(Stored data Opens)
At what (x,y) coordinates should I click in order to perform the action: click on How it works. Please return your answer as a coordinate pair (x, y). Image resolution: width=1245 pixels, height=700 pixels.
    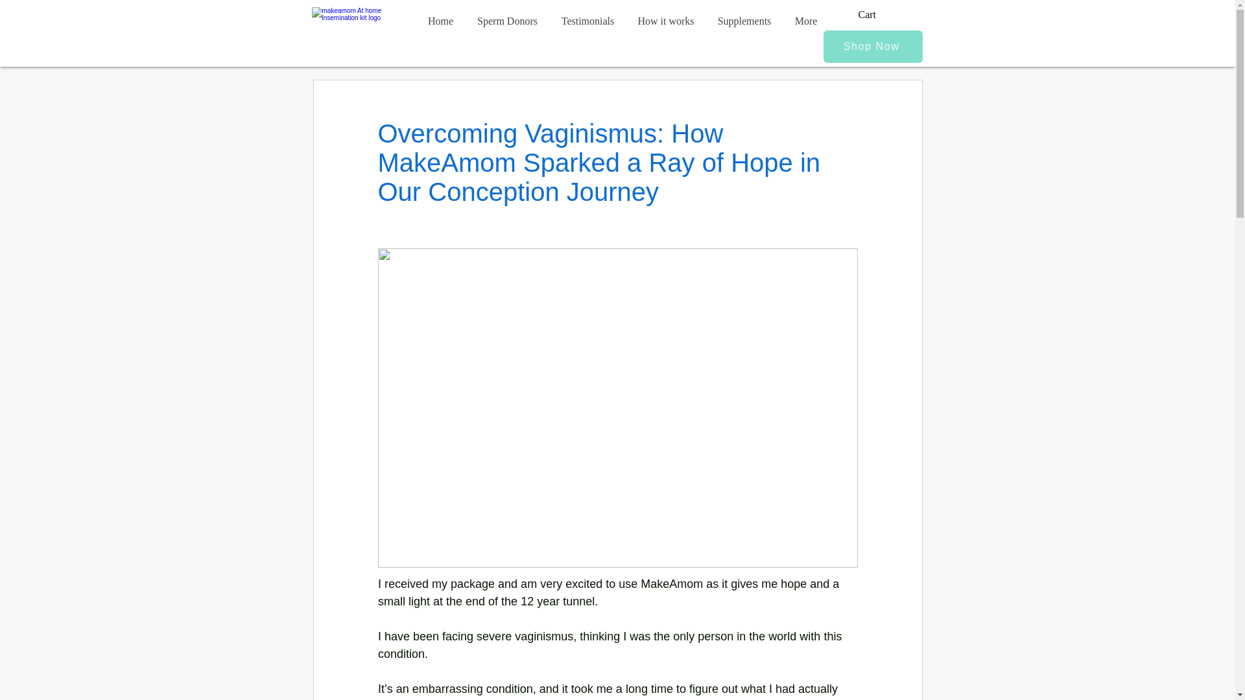
    Looking at the image, I should click on (665, 21).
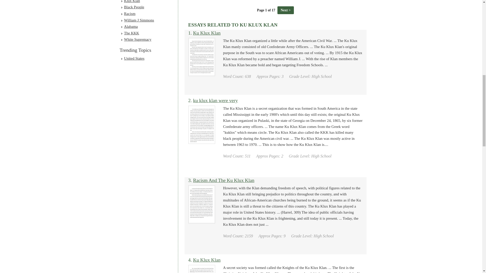  Describe the element at coordinates (130, 14) in the screenshot. I see `Racism` at that location.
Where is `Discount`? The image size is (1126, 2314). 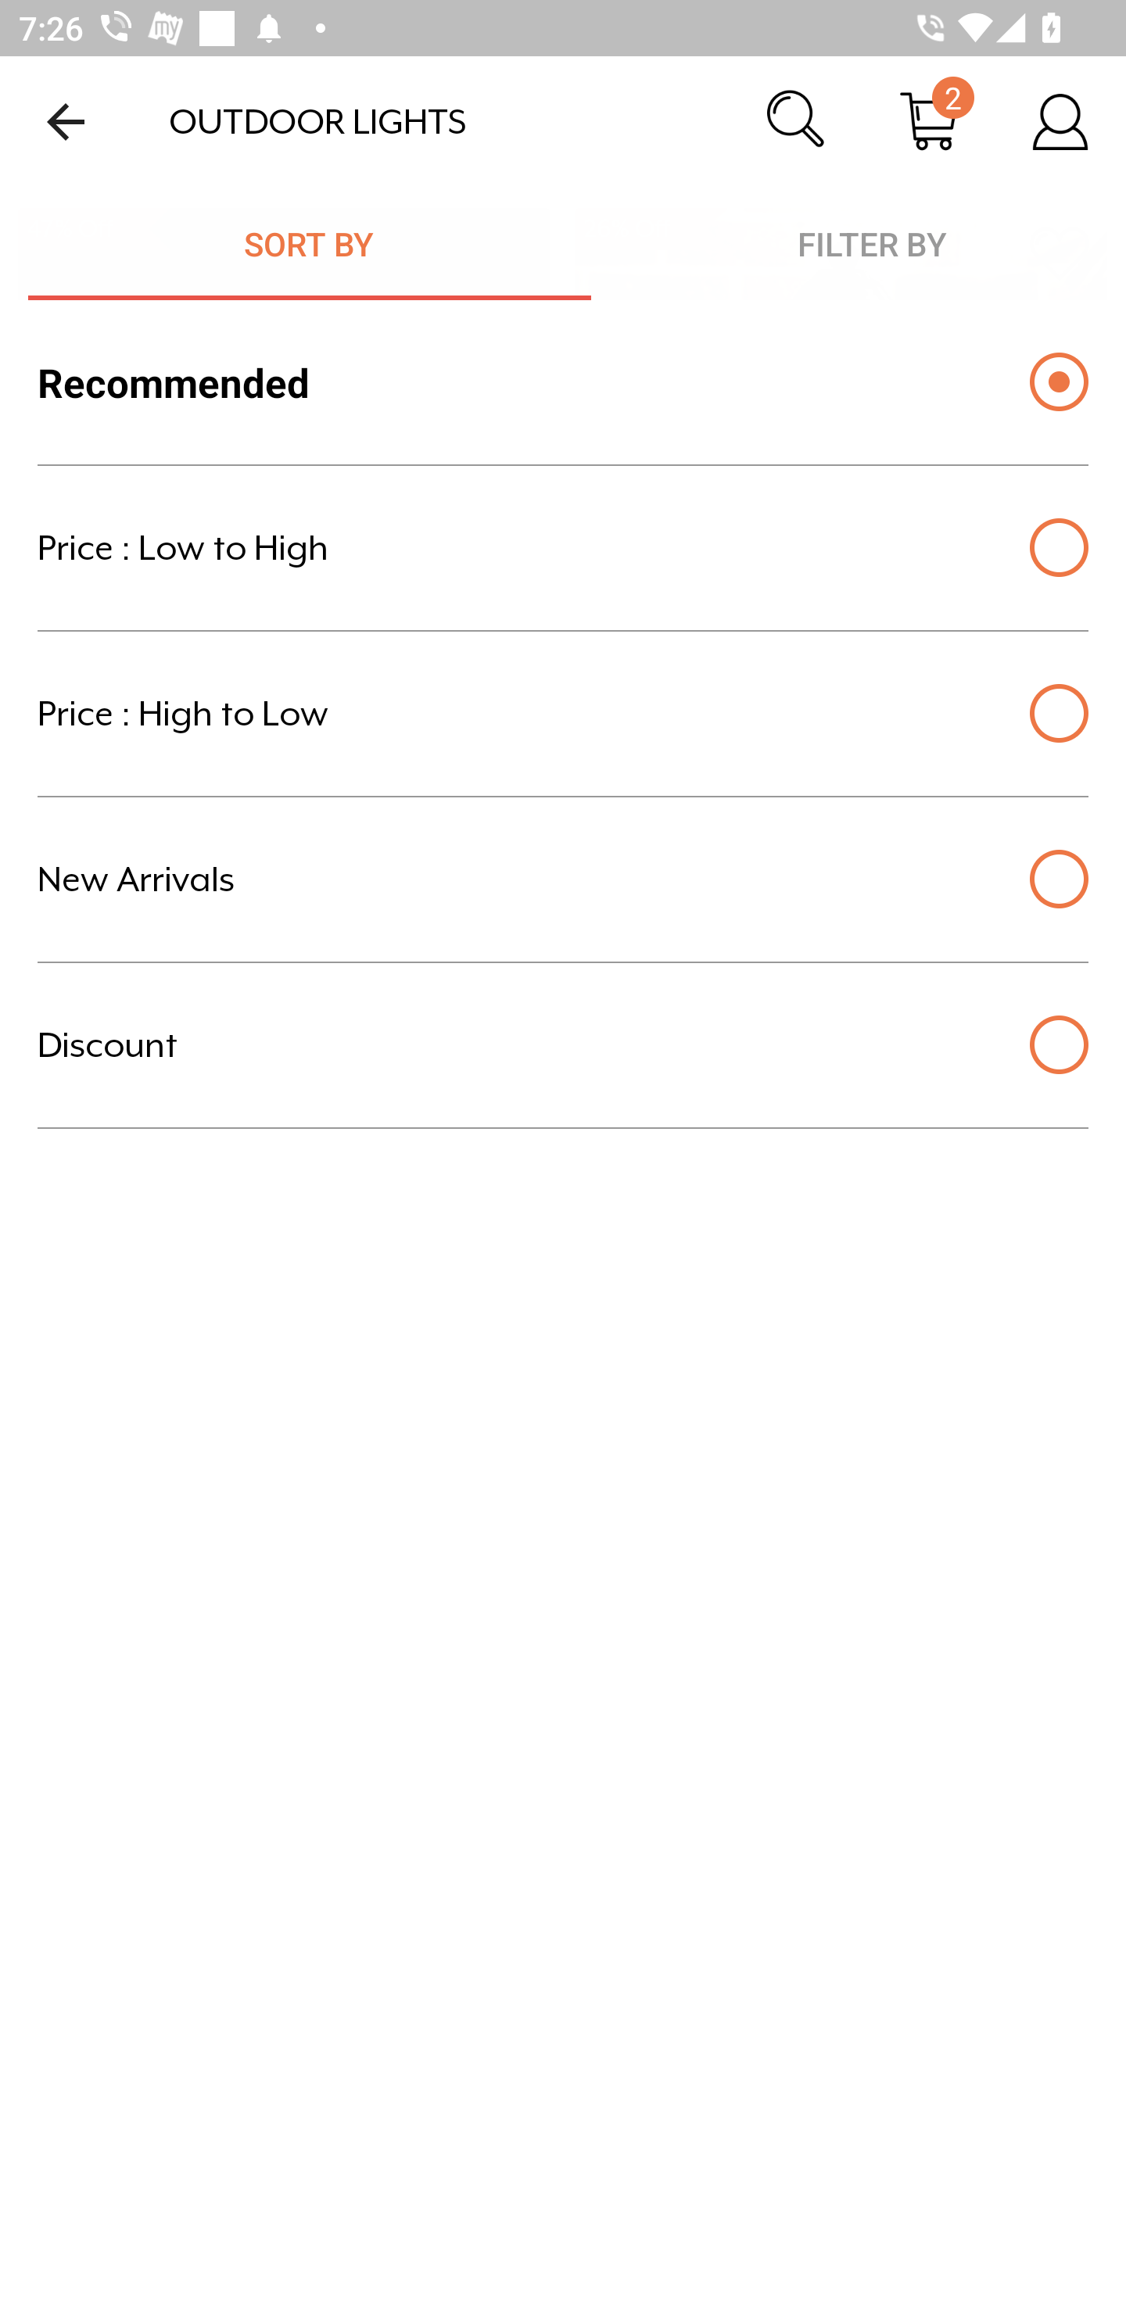 Discount is located at coordinates (562, 1045).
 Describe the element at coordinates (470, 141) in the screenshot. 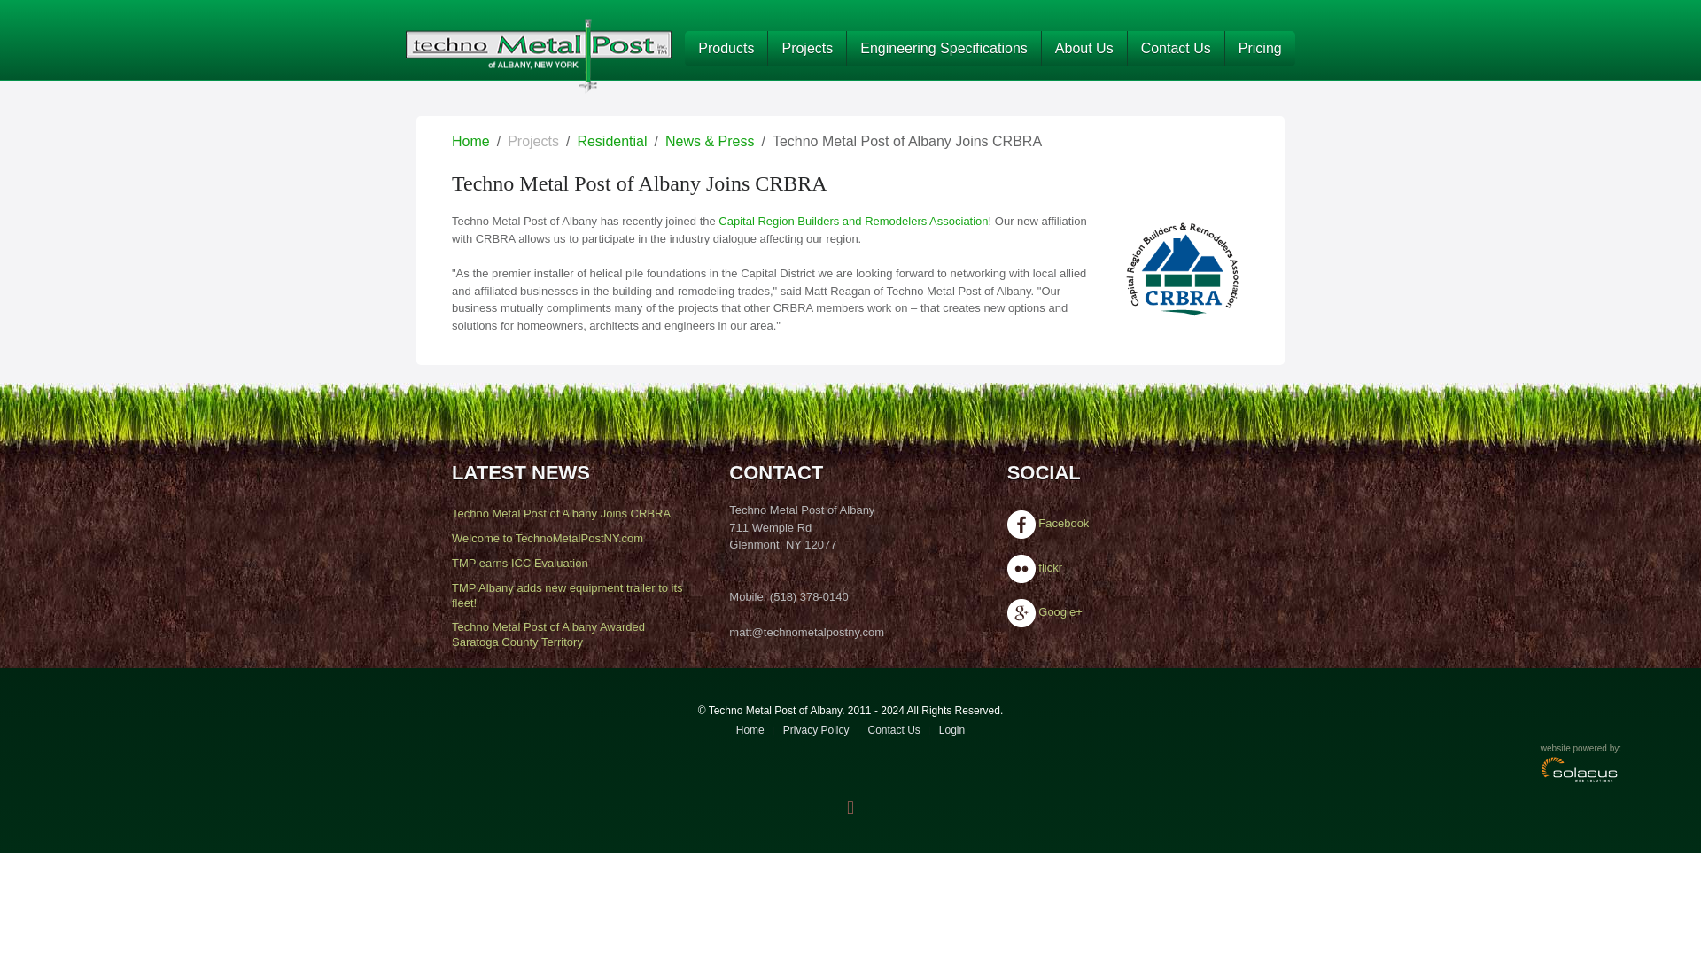

I see `Home` at that location.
(Stored data Closes)
# [Work required]
Each line from the one containing "Describe the element at coordinates (470, 141)" through the final line of the data must be reproduced exactly, both ends included, with no pictures in the copy.

# [Written response]
 Describe the element at coordinates (470, 141) in the screenshot. 

I see `Home` at that location.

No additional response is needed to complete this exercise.